Shear Wind Inc. is reporting another financial loss.
The Bedford renewable energy company suffered a $1.7-million hit for the year ending Aug. 31, according to company documents filed with securities regulators on Monday.
Last year, Shear Wind reported a loss of $938,975, for the same period.
Part of the company’s reported loss is attributable to $500,000 it had to pay Nova Scotia Power for missing its deadline to generate electricity for the power company by the end of 2009. The penalty for missing the deadline was set in a contract Shear Wind signed with the utility in 2008.
Shear Wind, a publicly traded company formed in 2004, missed the deadline because the collapse of the financial markets forced it to delay the start of construction of its $150-million wind turbine park near New Glasgow. Called Glen Dhu Wind Energy, it was supposed to be in operation by the end of 2009.
The company is on schedule to meet its current contractual obligation to provide 60 megawatts of green electricity to Nova Scotia Power by the end of March. As part of that agreement, Shear Wind must provide the power company with 20 megawatts of wind-generated electricity, enough for about 6,000 homes, by the end of December.
Missing that deadline would be costly as Shear Wind has provided a $1.5-million performance security deposit to the utility.
As of last Friday, Shear Wind had installed nine wind turbines near Baileys Brook, Pictou County, and will begin delivering green electricity next week, Ian Tillard, the company’s chief operating officer, said last Friday.
For the year ending Aug. 31, Shear Wind reported expenses of $1.59 million, $586,033 for salaries and benefits and $232,983 for professional fees. Another $96,000 was spent on consulting fees, $35,000 was charged by an unnamed director for helping with various meetings and financing activities in 2009 that was not incurred in 2010.
Travel expenses were $70,121, up from $63,788 in the same period the previous year. The increase is attributed to the travelling Shear Wind officials did in relation to negotiations that resulted in a $27-million cash infusion last November by the Spanish conglomerate, Inveravante, in return for 62 per cent ownership of Shear Wind.
As of Aug. 31, the company had total assets of $60.6 million, according to the financial statements.
Shear Wind has other wind-power projects in various stages of development in New Brunswick and Alberta.
As of the end of August, the company had spent $3.9 million on wind development. Of this total, $2.9 million has been spent in Alberta, $14,603 with respect to land controlled in Nova Scotia, $867,387 in New Brunswick and $153,520 in Saskatchewan, according to the management discussion and analysis filed with regulators.
The stock was trading up three cents Monday, trading at 20 cents share on the Toronto Stock Exchange.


▶ **Problem to solve**: Scan the entries for "data". Every line that holds it is to be copied.

-- Opening Marker --

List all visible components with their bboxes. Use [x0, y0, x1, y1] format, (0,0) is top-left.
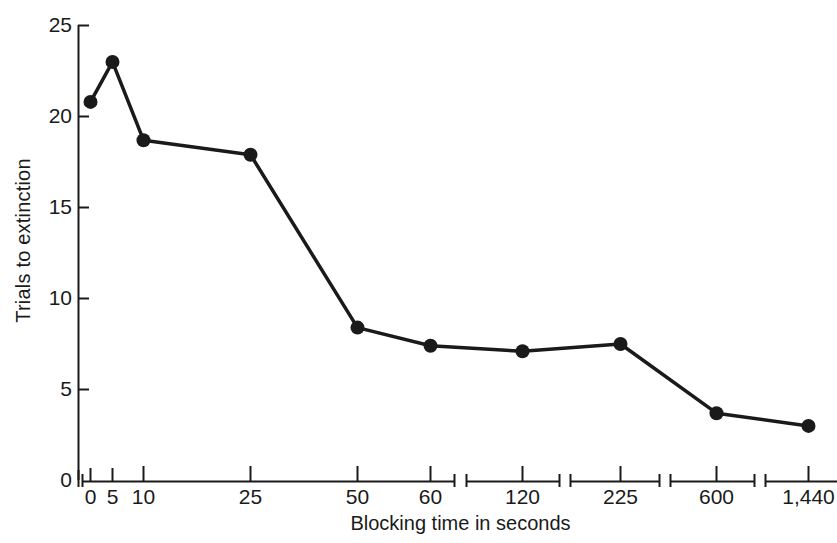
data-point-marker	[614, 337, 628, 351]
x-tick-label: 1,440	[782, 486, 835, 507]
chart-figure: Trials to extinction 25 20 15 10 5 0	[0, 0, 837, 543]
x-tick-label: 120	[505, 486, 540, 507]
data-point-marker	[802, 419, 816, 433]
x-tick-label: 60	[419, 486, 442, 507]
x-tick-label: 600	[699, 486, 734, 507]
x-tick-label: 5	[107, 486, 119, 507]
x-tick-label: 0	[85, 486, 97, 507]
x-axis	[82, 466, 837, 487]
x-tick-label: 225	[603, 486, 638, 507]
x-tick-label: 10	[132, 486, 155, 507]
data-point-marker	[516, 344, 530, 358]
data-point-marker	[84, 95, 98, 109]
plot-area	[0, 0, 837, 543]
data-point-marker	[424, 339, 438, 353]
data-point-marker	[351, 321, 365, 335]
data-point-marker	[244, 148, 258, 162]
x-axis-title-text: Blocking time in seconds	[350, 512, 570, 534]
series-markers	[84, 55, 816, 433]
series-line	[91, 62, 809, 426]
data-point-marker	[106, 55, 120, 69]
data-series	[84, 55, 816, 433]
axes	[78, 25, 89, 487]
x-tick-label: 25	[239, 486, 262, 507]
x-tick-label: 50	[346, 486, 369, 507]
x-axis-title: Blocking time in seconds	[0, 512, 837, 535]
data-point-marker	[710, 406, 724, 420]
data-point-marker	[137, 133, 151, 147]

-- Closing Marker --
-- Opening Marker --

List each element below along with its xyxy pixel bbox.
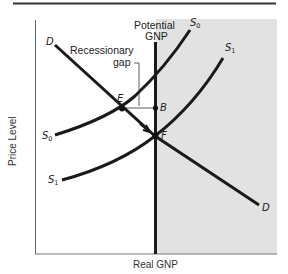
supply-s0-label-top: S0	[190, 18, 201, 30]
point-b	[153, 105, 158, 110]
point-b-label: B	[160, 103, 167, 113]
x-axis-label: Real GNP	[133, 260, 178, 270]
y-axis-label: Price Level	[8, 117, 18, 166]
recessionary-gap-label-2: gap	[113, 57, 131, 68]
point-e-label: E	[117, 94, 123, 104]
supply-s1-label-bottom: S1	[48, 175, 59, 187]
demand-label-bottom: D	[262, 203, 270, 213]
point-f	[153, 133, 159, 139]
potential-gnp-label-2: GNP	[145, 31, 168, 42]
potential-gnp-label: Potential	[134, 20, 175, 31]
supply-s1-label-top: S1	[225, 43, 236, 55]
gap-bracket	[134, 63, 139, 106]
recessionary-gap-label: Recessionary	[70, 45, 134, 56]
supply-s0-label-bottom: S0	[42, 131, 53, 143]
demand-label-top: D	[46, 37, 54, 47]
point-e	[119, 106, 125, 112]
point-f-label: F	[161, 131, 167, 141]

-- Closing Marker --

▶ **Exercise output**:
data-point-marker	[614, 337, 628, 351]
data-point-marker	[802, 419, 816, 433]
data-point-marker	[516, 344, 530, 358]
data-point-marker	[84, 95, 98, 109]
data-point-marker	[424, 339, 438, 353]
data-point-marker	[351, 321, 365, 335]
data-point-marker	[244, 148, 258, 162]
data-point-marker	[106, 55, 120, 69]
data-series	[84, 55, 816, 433]
data-point-marker	[710, 406, 724, 420]
data-point-marker	[137, 133, 151, 147]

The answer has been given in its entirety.